No. Our content is educational reference material about hereditary cancer genetics, panel testing, and patient registries. It is designed to help you understand mechanisms and ask better questions — not to diagnose, recommend testing, or guide treatment. Decisions about genetic testing and care belong with a qualified clinician or genetic counselor who knows your personal and family history.

What kinds of sources do you rely on?

Peer-reviewed journals, clinical and registry findings, professional-society guidance, and established genetic-counseling literature. We favor primary sources over summaries and avoid claims that cannot be traced to published evidence.

How do you handle scientific uncertainty?

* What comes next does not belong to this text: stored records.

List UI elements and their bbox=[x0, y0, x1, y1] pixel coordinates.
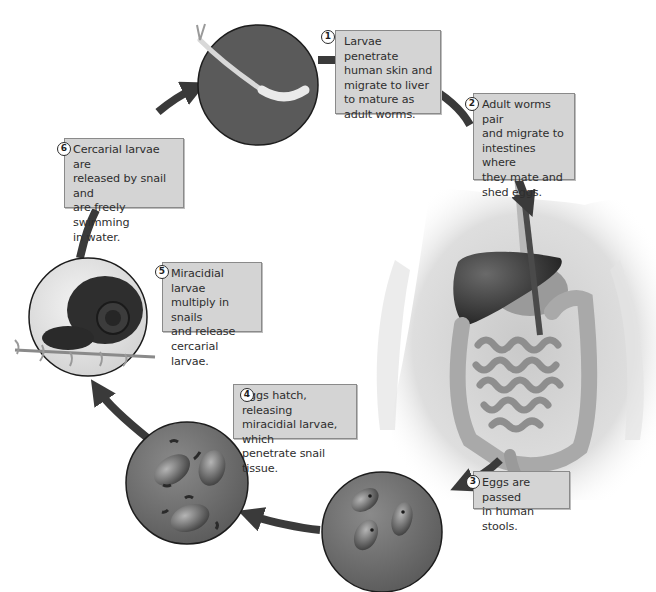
miracidia-circle bbox=[126, 422, 248, 544]
step-3-number-badge: 3 bbox=[466, 475, 480, 489]
step-5-line: cercarial larvae. bbox=[171, 340, 255, 369]
step-3-line: in human stools. bbox=[482, 505, 563, 534]
step-5-line: Miracidial larvae bbox=[171, 267, 255, 296]
step-4-line: penetrate snail tissue. bbox=[242, 447, 350, 476]
eggs-circle bbox=[322, 472, 442, 592]
step-3-label: Eggs are passed in human stools. bbox=[473, 471, 570, 509]
step-5-line: and release bbox=[171, 325, 255, 340]
step-4-number-badge: 4 bbox=[240, 388, 254, 402]
step-2-label: Adult worms pair and migrate to intestin… bbox=[473, 93, 575, 180]
step-4-line: Eggs hatch, releasing bbox=[242, 389, 350, 418]
step-2-line: shed eggs. bbox=[482, 186, 568, 201]
step-1-line: Larvae penetrate bbox=[344, 35, 434, 64]
larva-circle bbox=[197, 24, 318, 145]
step-1-line: human skin and bbox=[344, 64, 434, 79]
step-6-line: released by snail and bbox=[73, 172, 177, 201]
step-5-label: Miracidial larvae multiply in snails and… bbox=[162, 262, 262, 332]
step-1-number-badge: 1 bbox=[321, 30, 335, 44]
step-2-line: and migrate to bbox=[482, 127, 568, 142]
step-2-line: Adult worms pair bbox=[482, 98, 568, 127]
step-6-label: Cercarial larvae are released by snail a… bbox=[64, 138, 184, 208]
step-1-line: adult worms. bbox=[344, 108, 434, 123]
step-1-line: to mature as bbox=[344, 93, 434, 108]
step-5-number-badge: 5 bbox=[155, 265, 169, 279]
step-3-line: Eggs are passed bbox=[482, 476, 563, 505]
human-abdomen-illustration bbox=[377, 168, 656, 500]
step-2-line: they mate and bbox=[482, 171, 568, 186]
step-2-line: intestines where bbox=[482, 142, 568, 171]
step-1-line: migrate to liver bbox=[344, 79, 434, 94]
life-cycle-diagram: Larvae penetrate human skin and migrate … bbox=[0, 0, 656, 592]
step-2-number-badge: 2 bbox=[465, 97, 479, 111]
step-6-line: Cercarial larvae are bbox=[73, 143, 177, 172]
step-6-line: in water. bbox=[73, 231, 177, 246]
step-1-label: Larvae penetrate human skin and migrate … bbox=[335, 30, 441, 114]
snail-circle bbox=[15, 258, 155, 376]
step-5-line: multiply in snails bbox=[171, 296, 255, 325]
step-4-line: miracidial larvae, which bbox=[242, 418, 350, 447]
step-6-line: are freely swimming bbox=[73, 201, 177, 230]
step-6-number-badge: 6 bbox=[57, 142, 71, 156]
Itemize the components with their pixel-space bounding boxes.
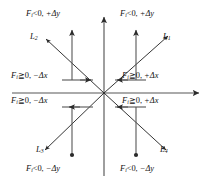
delta-term: +Δx <box>144 96 158 105</box>
figure-canvas: Fi<0, +Δy Fi<0, +Δy Fi≧0, −Δx Fi≧0, +Δx … <box>0 0 209 187</box>
increment-arrows-q3 <box>62 107 93 155</box>
increment-arrows-q2 <box>62 30 93 80</box>
condition-label-mid-right-upper: Fi≧0, +Δx <box>122 72 158 81</box>
delta-term: −Δy <box>46 164 60 173</box>
delta-term: +Δx <box>144 71 158 80</box>
condition-label-mid-left-upper: Fi≧0, −Δx <box>11 72 47 81</box>
line-label-L4: L4 <box>160 145 168 155</box>
delta-term: −Δy <box>140 164 154 173</box>
line-label-L1: L1 <box>163 32 171 42</box>
line-L2 <box>46 39 104 93</box>
condition-label-bottom-right: Fi<0, −Δy <box>120 165 154 174</box>
force-relation: ≧0 <box>129 96 140 105</box>
force-relation: ≧0 <box>18 71 29 80</box>
delta-term: −Δx <box>33 96 47 105</box>
force-relation: ≧0 <box>129 71 140 80</box>
line-index: 2 <box>35 35 38 41</box>
condition-label-mid-right-lower: Fi≧0, +Δx <box>122 97 158 106</box>
force-relation: ≧0 <box>18 96 29 105</box>
condition-label-top-right: Fi<0, +Δy <box>120 10 154 19</box>
force-relation: <0 <box>33 9 42 18</box>
delta-term: −Δx <box>33 71 47 80</box>
diagram-svg <box>0 0 209 187</box>
line-index: 3 <box>41 148 44 154</box>
increment-arrows-q4 <box>115 107 146 155</box>
condition-label-bottom-left: Fi<0, −Δy <box>26 165 60 174</box>
line-label-L3: L3 <box>36 145 44 155</box>
force-relation: <0 <box>127 164 136 173</box>
delta-term: +Δy <box>140 9 154 18</box>
delta-term: +Δy <box>46 9 60 18</box>
force-relation: <0 <box>127 9 136 18</box>
force-relation: <0 <box>33 164 42 173</box>
line-L3 <box>45 93 104 150</box>
condition-label-mid-left-lower: Fi≧0, −Δx <box>11 97 47 106</box>
condition-label-top-left: Fi<0, +Δy <box>26 10 60 19</box>
line-index: 1 <box>168 35 171 41</box>
line-label-L2: L2 <box>30 32 38 42</box>
line-index: 4 <box>165 148 168 154</box>
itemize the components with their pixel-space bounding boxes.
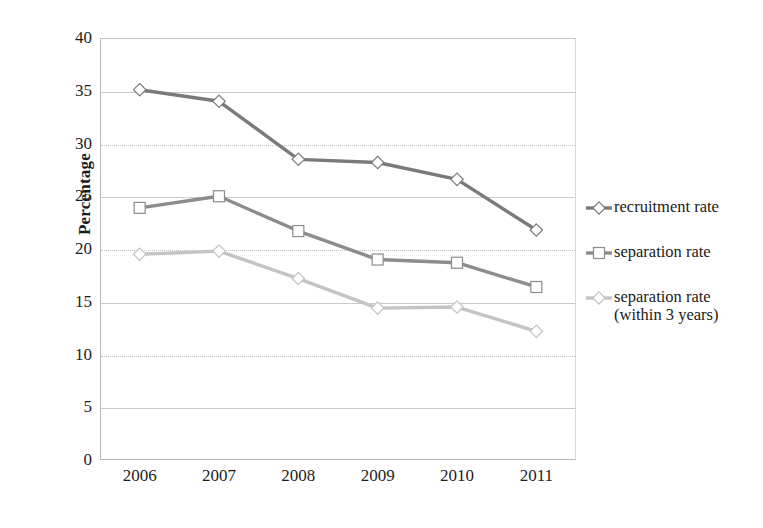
- series-line: [140, 90, 537, 230]
- y-axis-tick-labels: 0510152025303540: [48, 38, 92, 460]
- legend-item-label: separation rate (within 3 years): [614, 288, 718, 325]
- diamond-marker-icon: [213, 245, 225, 257]
- diamond-marker-icon: [371, 156, 383, 168]
- series-1: [133, 83, 542, 236]
- legend-item-label: separation rate: [614, 243, 711, 261]
- square-marker-icon: [586, 244, 612, 262]
- y-tick-label: 25: [48, 186, 92, 206]
- y-tick-label: 10: [48, 345, 92, 365]
- series-layer: [100, 38, 576, 460]
- square-marker-icon: [594, 248, 605, 259]
- square-marker-icon: [531, 281, 542, 292]
- series-line: [140, 251, 537, 331]
- square-marker-icon: [372, 254, 383, 265]
- x-tick-label: 2007: [184, 466, 254, 486]
- diamond-marker-icon: [133, 248, 145, 260]
- diamond-marker-icon: [292, 272, 304, 284]
- y-tick-label: 0: [48, 450, 92, 470]
- x-tick-label: 2008: [263, 466, 333, 486]
- y-tick-label: 40: [48, 28, 92, 48]
- diamond-marker-icon: [593, 292, 605, 304]
- series-2: [134, 191, 542, 293]
- y-tick-label: 15: [48, 292, 92, 312]
- diamond-marker-icon: [451, 301, 463, 313]
- square-marker-icon: [293, 226, 304, 237]
- y-tick-label: 35: [48, 81, 92, 101]
- chart-legend: recruitment rateseparation rateseparatio…: [586, 198, 761, 351]
- x-tick-label: 2010: [422, 466, 492, 486]
- series-line: [140, 196, 537, 287]
- legend-item[interactable]: separation rate: [586, 243, 761, 262]
- square-marker-icon: [134, 202, 145, 213]
- x-axis-tick-labels: 200620072008200920102011: [100, 466, 576, 494]
- chart-figure: Percentage 0510152025303540 200620072008…: [0, 0, 763, 528]
- y-tick-label: 20: [48, 239, 92, 259]
- diamond-marker-icon: [593, 202, 605, 214]
- square-marker-icon: [452, 257, 463, 268]
- legend-item[interactable]: recruitment rate: [586, 198, 761, 217]
- series-3: [133, 245, 542, 338]
- diamond-marker-icon: [530, 325, 542, 337]
- square-marker-icon: [214, 191, 225, 202]
- x-tick-label: 2006: [105, 466, 175, 486]
- legend-item-label: recruitment rate: [614, 198, 719, 216]
- y-tick-label: 5: [48, 397, 92, 417]
- diamond-marker-icon: [586, 199, 612, 217]
- legend-item[interactable]: separation rate (within 3 years): [586, 288, 761, 325]
- diamond-marker-icon: [586, 289, 612, 307]
- diamond-marker-icon: [371, 302, 383, 314]
- diamond-marker-icon: [133, 83, 145, 95]
- y-tick-label: 30: [48, 134, 92, 154]
- x-tick-label: 2011: [501, 466, 571, 486]
- x-tick-label: 2009: [343, 466, 413, 486]
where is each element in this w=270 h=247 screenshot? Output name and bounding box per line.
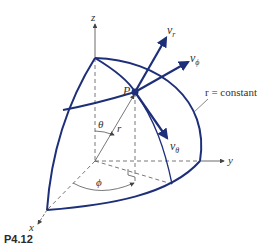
point-p-label: P (122, 84, 131, 98)
x-label: x (28, 221, 34, 233)
radius-label: r (117, 122, 122, 134)
v-r-label: vr (167, 23, 176, 39)
phi-arc (73, 183, 134, 191)
spherical-coordinates-diagram: z y x P r θ ϕ vr vϕ vθ r = constant P4.1… (0, 0, 270, 247)
v-phi-label: vϕ (190, 51, 199, 67)
right-angle-mark (128, 169, 135, 177)
z-label: z (90, 11, 96, 23)
sphere-surface (47, 58, 201, 210)
v-theta-label: vθ (170, 139, 179, 155)
velocity-vectors (135, 38, 188, 138)
x-axis (38, 210, 47, 224)
surface-label: r = constant (205, 86, 257, 98)
y-label: y (227, 154, 233, 166)
figure-caption: P4.12 (4, 233, 33, 245)
phi-label: ϕ (96, 176, 102, 188)
surface-leader (193, 99, 208, 113)
theta-label: θ (98, 118, 104, 130)
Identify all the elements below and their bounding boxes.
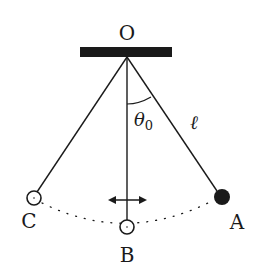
string-to-c [37, 57, 127, 192]
label-a: A [229, 210, 245, 234]
length-label: ℓ [190, 111, 198, 133]
bob-c-center [33, 197, 35, 199]
pendulum-svg: O θ0 ℓ C B A [0, 0, 262, 278]
label-b: B [120, 243, 135, 267]
angle-label: θ0 [134, 109, 153, 133]
angle-arc [127, 97, 151, 104]
bob-a [214, 189, 230, 205]
bob-b-center [126, 226, 128, 228]
label-c: C [21, 209, 36, 233]
pendulum-diagram: O θ0 ℓ C B A [0, 0, 262, 278]
ceiling-support [80, 47, 172, 57]
pivot-label-o: O [119, 21, 135, 45]
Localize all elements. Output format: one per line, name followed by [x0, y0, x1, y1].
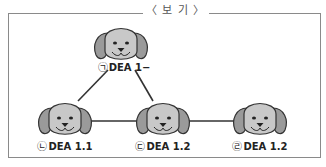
circled-mark-a: ㉠	[98, 62, 108, 73]
dog-icon-c	[137, 104, 190, 135]
circled-mark-c: ㉢	[135, 141, 145, 152]
node-label-c: ㉢DEA 1.2	[135, 141, 190, 153]
dog-icon-a	[95, 29, 148, 60]
circled-mark-b: ㉡	[37, 141, 47, 152]
node-label-a: ㉠DEA 1−	[98, 62, 151, 74]
circled-mark-d: ㉣	[232, 141, 242, 152]
edge-a-c	[135, 70, 153, 101]
node-label-b: ㉡DEA 1.1	[37, 141, 92, 153]
dog-icon-d	[234, 104, 287, 135]
node-label-d: ㉣DEA 1.2	[232, 141, 287, 153]
dog-icon-b	[39, 104, 92, 135]
edge-a-b	[78, 70, 108, 101]
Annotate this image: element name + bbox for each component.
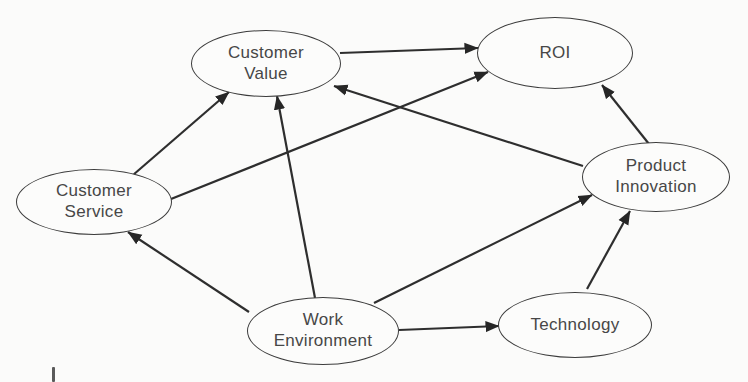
arrow-customer-service-to-roi (171, 72, 488, 199)
arrow-work-environment-to-product-innovation (374, 195, 592, 303)
scan-artifact-tick (52, 367, 55, 382)
node-work-environment-label-line1: Work (303, 310, 344, 331)
node-work-environment-label-line2: Environment (274, 331, 373, 352)
arrow-customer-value-to-roi (340, 48, 478, 53)
node-roi-label: ROI (539, 43, 570, 64)
arrow-work-environment-to-technology (399, 326, 499, 330)
diagram-canvas: Customer Value ROI Customer Service Prod… (0, 0, 748, 382)
node-product-innovation: Product Innovation (582, 142, 730, 212)
arrow-work-environment-to-customer-value (277, 96, 315, 298)
node-customer-value-label-line1: Customer (228, 43, 304, 64)
node-technology: Technology (498, 292, 652, 358)
node-product-innovation-label-line1: Product (626, 156, 687, 177)
node-roi: ROI (477, 17, 633, 89)
arrow-technology-to-product-innovation (587, 211, 630, 289)
node-customer-value: Customer Value (191, 30, 341, 97)
arrow-work-environment-to-customer-service (128, 232, 249, 312)
arrow-product-innovation-to-customer-value (334, 86, 583, 166)
node-product-innovation-label-line2: Innovation (615, 177, 696, 198)
node-customer-service-label-line2: Service (65, 202, 124, 223)
node-customer-value-label-line2: Value (244, 64, 288, 85)
arrow-customer-service-to-customer-value (133, 92, 229, 175)
node-customer-service: Customer Service (16, 169, 172, 235)
node-work-environment: Work Environment (247, 297, 399, 365)
node-customer-service-label-line1: Customer (56, 181, 132, 202)
node-technology-label: Technology (530, 315, 619, 336)
arrow-product-innovation-to-roi (602, 85, 649, 144)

We name it. Variant interpretation evolves, penetrance estimates vary, and a result can be genuinely ambiguous — for example, a variant of uncertain significance. We explain that uncertainty rather than smoothing it over, because misrepresenting confidence would undermine the trust both patients and clinicians place in this material.

Do you sell tests, kits, or products?

No. During this phase, PROMPT Study is an independent educational knowledge hub. We describe how genetic samples are collected and processed — saliva kits, buccal swabs, blood draws — for understanding, not as products, and we do not funnel readers toward any commercial destination.

Who is this written for?

Two audiences at once: patients and families weighing hereditary-cancer testing, and the clinicians, genetic counselors, and students who use the material as reference. We write to be readable for the former and precise enough for the latter.

Have a question about how we source a guide?

We are glad to explain our editorial process, point you to the underlying literature, or hear where a guide could be clearer. Accuracy is a conversation, and we welcome it.